He went down to his cabin to pack his little luggage. He had nothing beloved to pack now; men’s clothes seem to be inhuman things without a touch of the lovable, and they were all he had. For Hilda was dead. For the last week of her life she had been a little concrete exclamation of protest against her unnatural surroundings. One born to look simply at the sun, from the shelter of a whitewashed cottage wall, with others of her like jostling beautifully round her; a fantastic fate had willed that she should reach the flower of her life in a tipsy cabin, with a sea-wind singing outside the thick glass against which she leant. The gardener had given her a sailor’s grave somewhere near the spot in the Spanish Main to which I hope the spirit of Drake clings, for his mother-sea received him there. It was hardly a suitable ending for Hilda, but it was the best available.

The gardener set himself to put his scanty property together stealthily, and creep from the boat, that the stewards might not see him go. He had an unposed horror of ungenerosity. To him, as to most men, the tip was more of a duty than the discharge of a debt. He suffered keenly for a while from the discovery that there was no escaping from the stewards to-day, they were stationed with careful carelessness at every corner. Presently the siege was raised unexpectedly by the arrival of the boot-boy with a note.

“The lady left it, sir.”

It contained a five-pound note, and it was addressed in the suffragette’s small defiant handwriting.

Of course the hero of a novel should have thrown the whole missive into the sea. He should have struck an attitude and explained to the admiring boot-boy that such gifts from a woman could only be looked upon as an insult. But you must remember the gardener considered that the fortunes of the Island were at his feet. And he would not have gone so far as to pose at his own expense—not to speak of the steward’s. He put the note in his pocket, and went to the purser for change.

When his duties were discharged, he came on deck to collect any plans that might be in the air. It is a most annoying fact that theories will not take the place of plans. In theory you may be The One Who Arrives, but in practice you have to think about passing the customs and finding a cheap hotel and getting yourself a sun-helmet. I think the world has an antipathy to heroes; it certainly makes things very hard for them.

On deck Courtesy was sitting calm and ready. Her plans had been made for three days. She had only just stopped short of writing a time-table for the hourly career of herself and Mrs. Rust throughout their sojourn on the island.
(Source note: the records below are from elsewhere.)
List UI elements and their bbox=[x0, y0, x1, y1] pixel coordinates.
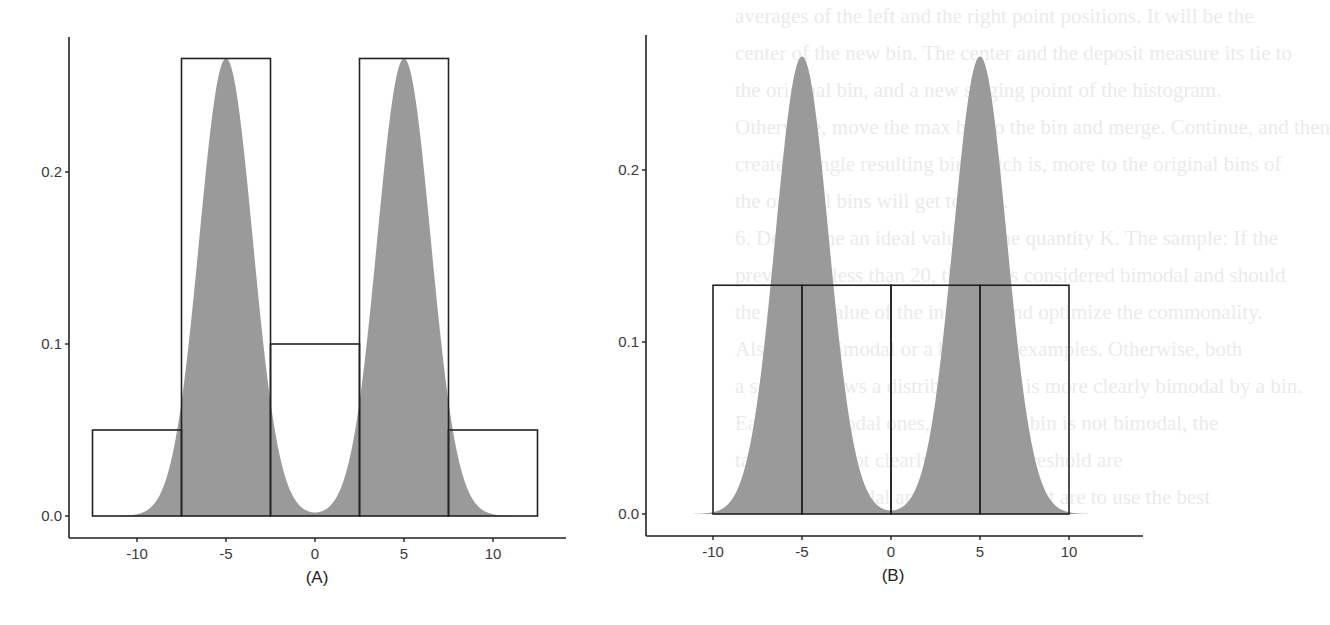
y-tick-label: 0.1 bbox=[618, 333, 639, 350]
x-tick-label: 0 bbox=[887, 543, 895, 560]
x-tick-label: -10 bbox=[702, 543, 724, 560]
panel-label: (B) bbox=[882, 566, 905, 585]
x-tick-label: -5 bbox=[795, 543, 808, 560]
y-tick-label: 0.2 bbox=[618, 161, 639, 178]
x-tick-label: 10 bbox=[1061, 543, 1078, 560]
y-tick-label: 0.0 bbox=[618, 505, 639, 522]
x-tick-label: 5 bbox=[976, 543, 984, 560]
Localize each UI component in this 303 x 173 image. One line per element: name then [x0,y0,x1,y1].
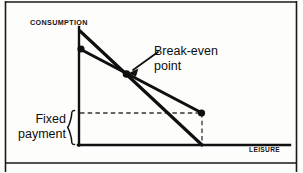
break-even-label-line1: Break-even [154,44,218,58]
point-shallow-line-endpoint [198,109,205,116]
point-shallow-line-intercept [77,45,84,52]
figure-container: CONSUMPTION LEISURE Break-even point Fix… [0,0,303,173]
x-axis-label: LEISURE [249,146,280,153]
y-axis-label: CONSUMPTION [30,18,88,27]
fixed-payment-label-line1: Fixed [35,112,66,126]
breakeven-diagram: CONSUMPTION LEISURE Break-even point Fix… [0,0,303,173]
break-even-label-line2: point [154,59,182,73]
point-break-even [123,70,131,78]
fixed-payment-label-line2: payment [18,127,66,141]
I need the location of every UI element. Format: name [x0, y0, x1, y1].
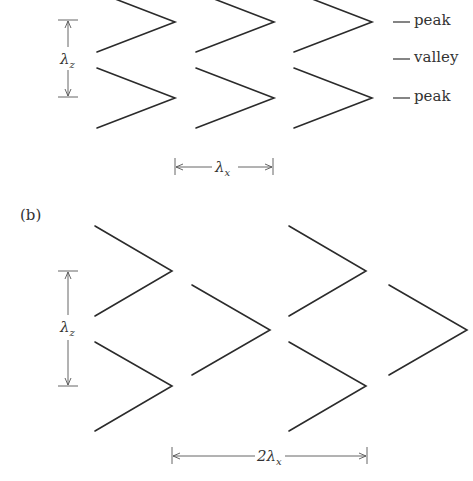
chevron [289, 342, 366, 431]
panel-b-chevrons [95, 226, 467, 431]
chevron [95, 226, 172, 316]
chevron [389, 285, 467, 375]
panel-a-lambda-x-label: λx [215, 158, 230, 178]
legend-peak-bottom: peak [414, 87, 451, 105]
chevron [97, 68, 175, 128]
panel-a-lambda-z-label: λz [60, 50, 75, 70]
panel-b-2lambda-x-label: 2λx [257, 447, 282, 467]
legend-valley: valley [414, 48, 458, 66]
panel-b-lambda-z-label: λz [60, 318, 75, 338]
chevron [95, 342, 172, 431]
chevron [196, 68, 274, 128]
chevron [97, 0, 175, 52]
panel-b-label: (b) [20, 206, 41, 224]
chevron [289, 226, 366, 316]
chevron [196, 0, 274, 52]
chevron [192, 285, 270, 375]
chevron-diagram [0, 0, 473, 481]
panel-a-chevrons [97, 0, 372, 128]
chevron [294, 0, 372, 52]
panel-a-legend-dashes [393, 22, 410, 98]
chevron [294, 68, 372, 128]
legend-peak-top: peak [414, 11, 451, 29]
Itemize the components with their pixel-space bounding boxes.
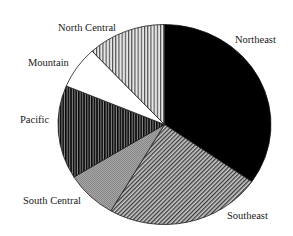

She had a genius for details.

“The suffragette has disappeared,” said the gardener. A disarming frankness was one of his weapons.

“I’m jolly glad,” replied Courtesy. “I believe you owe that to me, you naughty boy. I gave her a bit of my mind about it the other day.”

The gardener uttered no reproaches. He felt none. For he had learnt by now that the suffragette would never be affected by a bit of anybody’s mind.